Sugar Kane (Marilyn Monroe) is the heart of it, not just the glamour, and the movie never forgets to make her human. Some Like It Hot also understands escalation: the disguise creates complications, the complications create lies, and the lies create disaster. Director Billy Wilder seems to have kept the comedy sharp but never cruel, and that ending line lands because the whole movie has earned the audacity. And while it might have been perfect back then, it isn’t perfect now because a few gender-play beats are unmistakably of their era and can land more dated than the rest of the comedy engine.

Monty Python and the Holy Grail (1975)

Monty Python and the Holy Grail turns the King Arthur myth into a playground for absurd logic, where arguments matter more than battles. This is the rare comedy that feels like it was written by people who didn’t care if you got it, and that confidence is the charm — kinda like Meet the Spartans but with a subtle classic injection of British comedy. King Arthur is played by Graham Chapman, who tries to keep dignity intact while the world keeps sabotaging it.

The movie derails itself, mocks itself, and still feels purposeful because the jokes are built on commitment. The Knights Who Say “Ni” are a prime example: dumb premise, played with total seriousness, and it destroys you. However, because it does the damage to itself, nobody ever took it serious enough to be a perfect comedy — it’s kinda like if you call yourself perfect, others are going to automatically think you aren’t perfect.

Airplane! (1980)

If you want proof that relentless joke density can still be elegant, Airplane! is the exhibit.

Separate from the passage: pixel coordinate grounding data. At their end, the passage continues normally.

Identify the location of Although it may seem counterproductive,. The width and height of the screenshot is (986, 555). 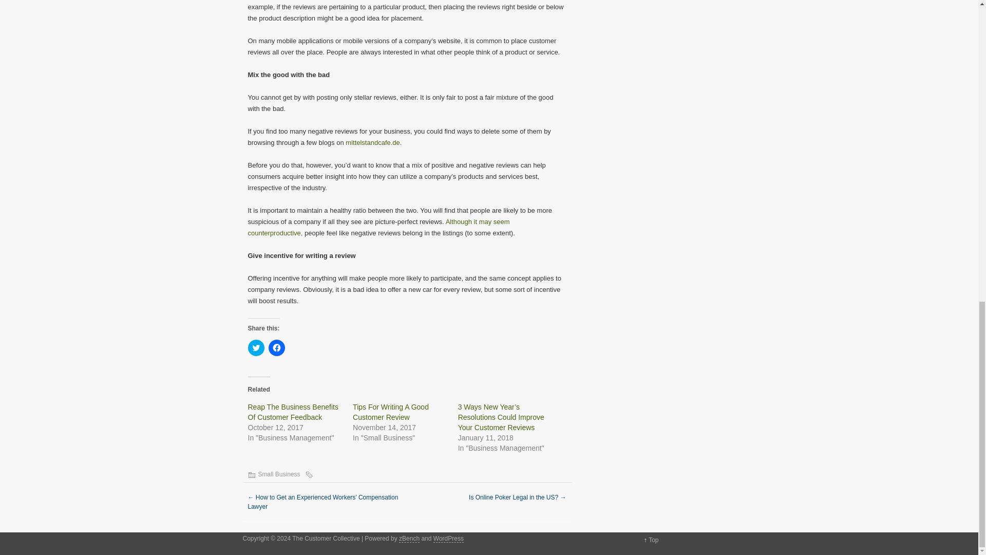
(378, 227). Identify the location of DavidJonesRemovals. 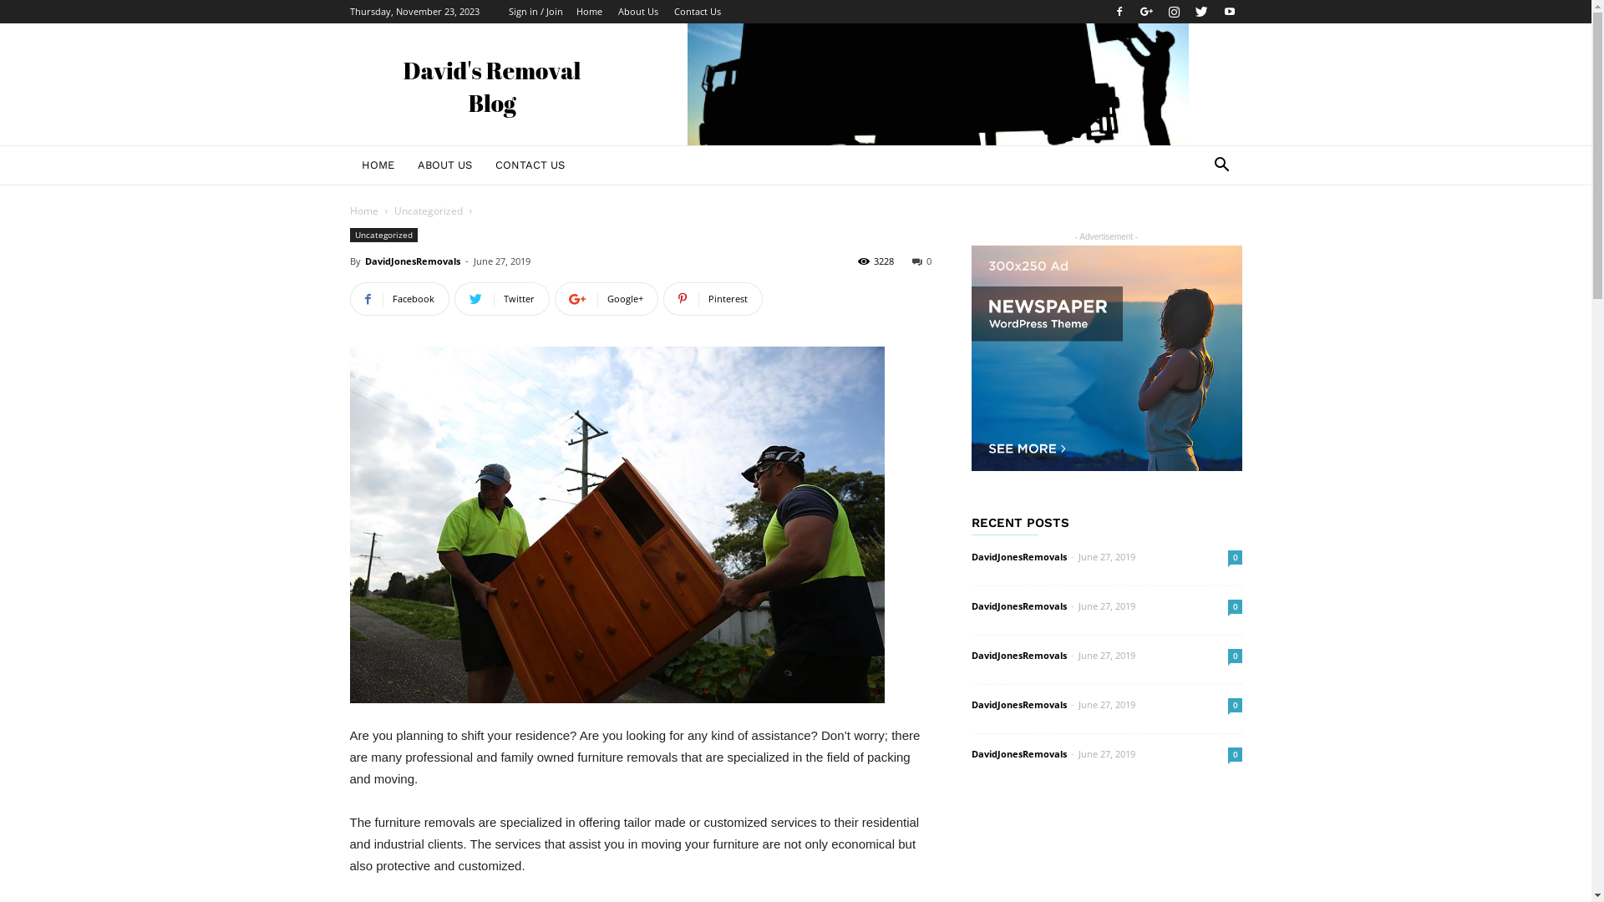
(1018, 705).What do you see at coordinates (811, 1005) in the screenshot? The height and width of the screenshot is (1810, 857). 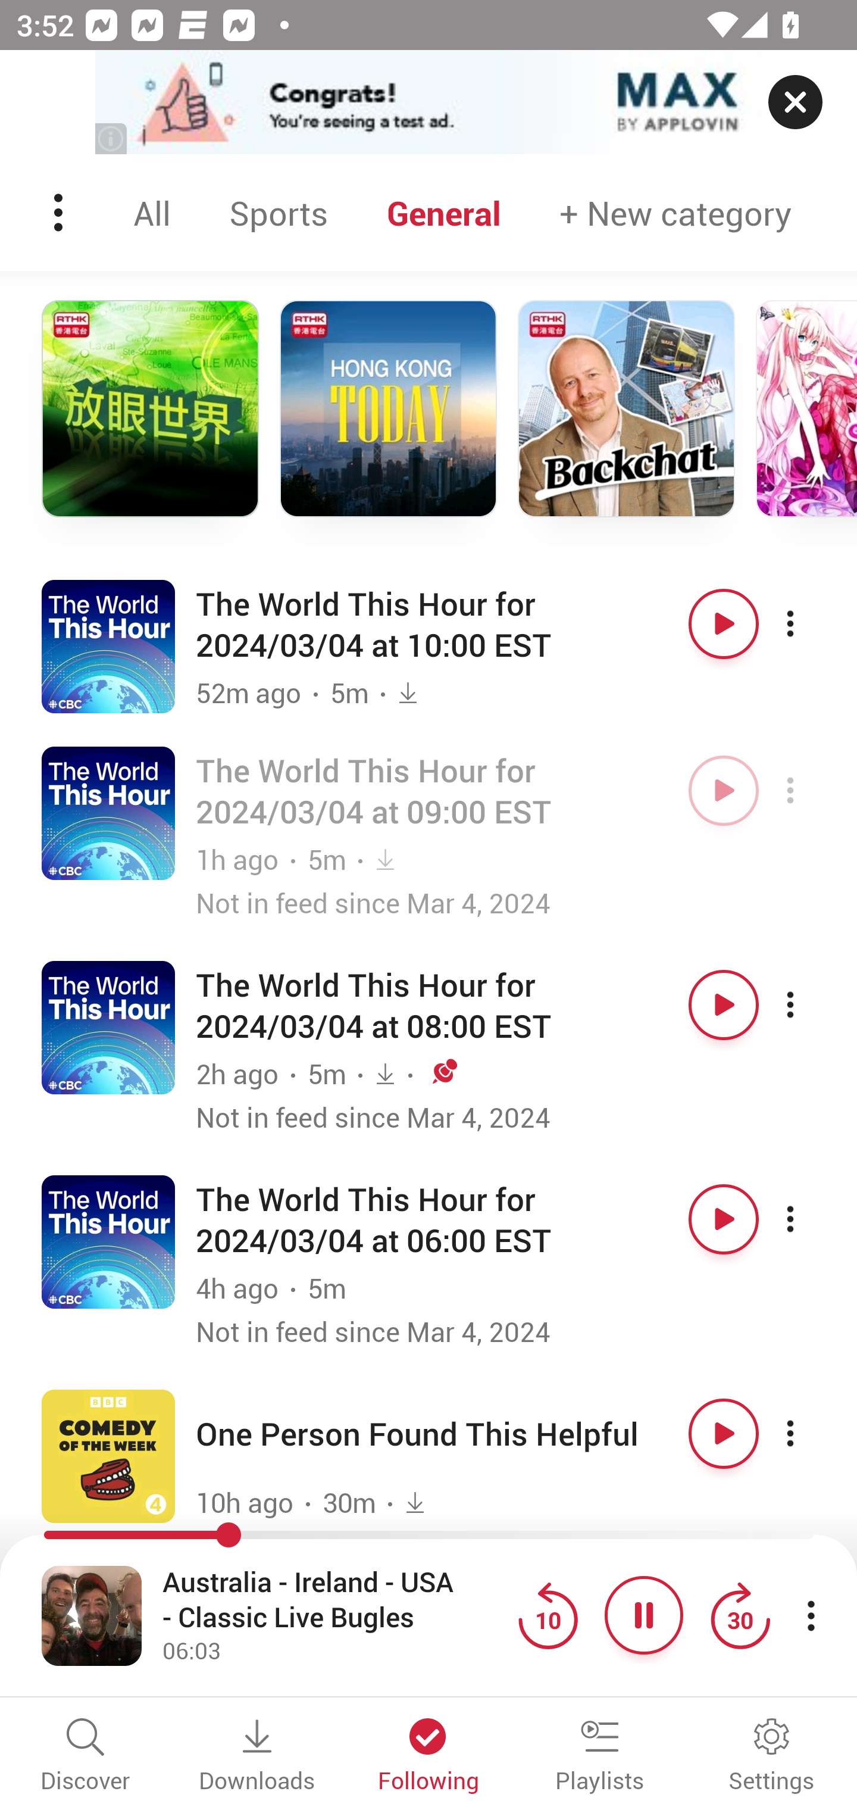 I see `More options` at bounding box center [811, 1005].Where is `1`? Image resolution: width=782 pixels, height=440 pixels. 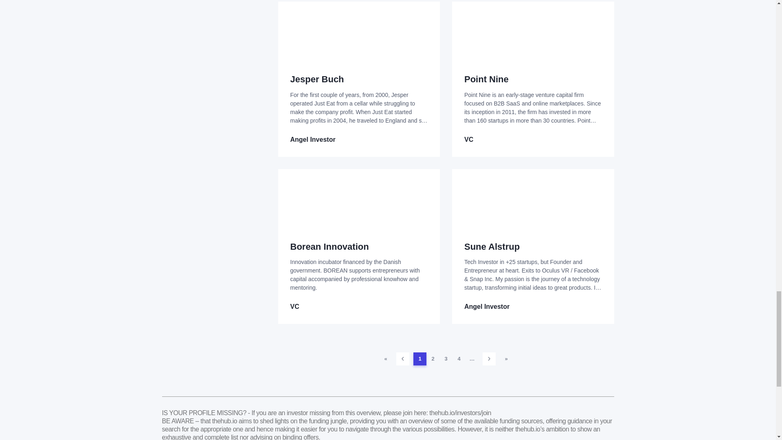 1 is located at coordinates (419, 359).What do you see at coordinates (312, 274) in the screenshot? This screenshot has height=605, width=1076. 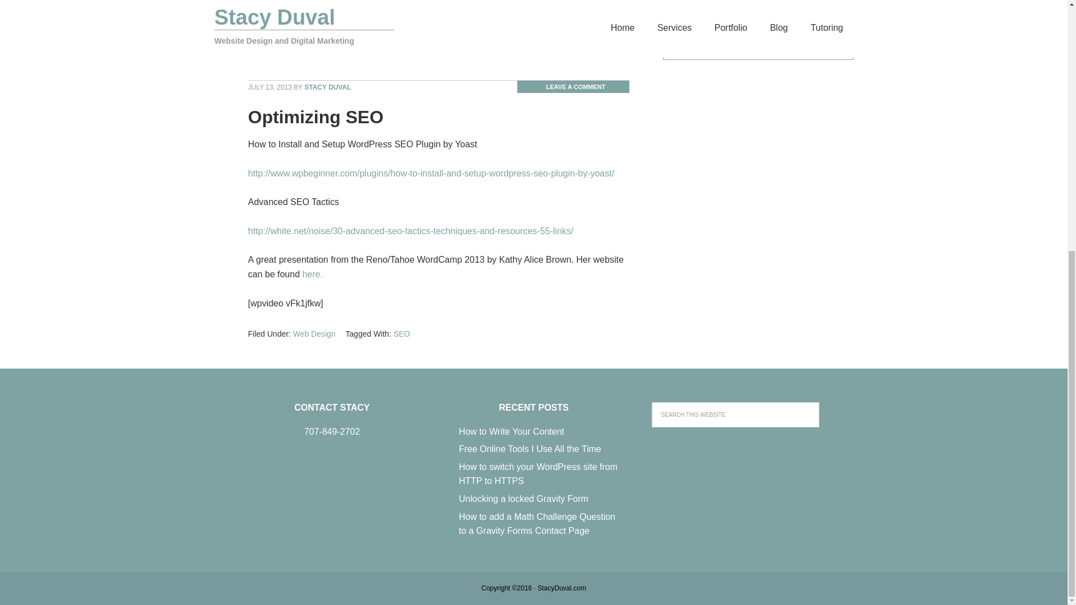 I see `here.` at bounding box center [312, 274].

Ted Striker (Robert Hays) plays a straight-faced anchor in a world where everyone treats insanity like routine. The film’s secret is discipline. The dialogue is simple, the setups are clear, and the punchlines are delivered like facts.

Airplane! also understands that parody works best when you commit to the genre’s seriousness, which is exactly what the cast does. Directors Jim Abrahams, David Zucker, and Jerry Zucker treat the frame like a joke machine, with background gags that reward attention. However, it isn’t perfect because the sheer gag-fire rate means a few jokes inevitably age or miss, and that creates tiny dips in an otherwise flawless rhythm.

Dr. Strangelove or: How I Learned to Stop Worrying and Love the Bomb (1964)

This is the one that makes you laugh, then immediately feel guilty for laughing, which is exactly why it’s great. Dr. Strangelove or: How I Learned to Stop Worrying and Love the Bomb takes nuclear catastrophe and treats it like a bureaucratic misunderstanding spiraling out of control. Group Captain Lionel Mandrake (Peter Sellers) is trying to reason with madness using polite logic, and it never works. But it does bring laughs and that’s cool but the joke is always being outrun by guilt.

The movie stays fun because it never over-explains the joke: it just keeps showing you how systems fail when ego and procedure collide. General Jack D. Ripper (Sterling Hayden) is terrifying because he’s convinced he’s righteous, not because he’s theatrical. The film is directed by Stanley Kubrick, who makes the War Room feel iconic and ridiculous at the same time.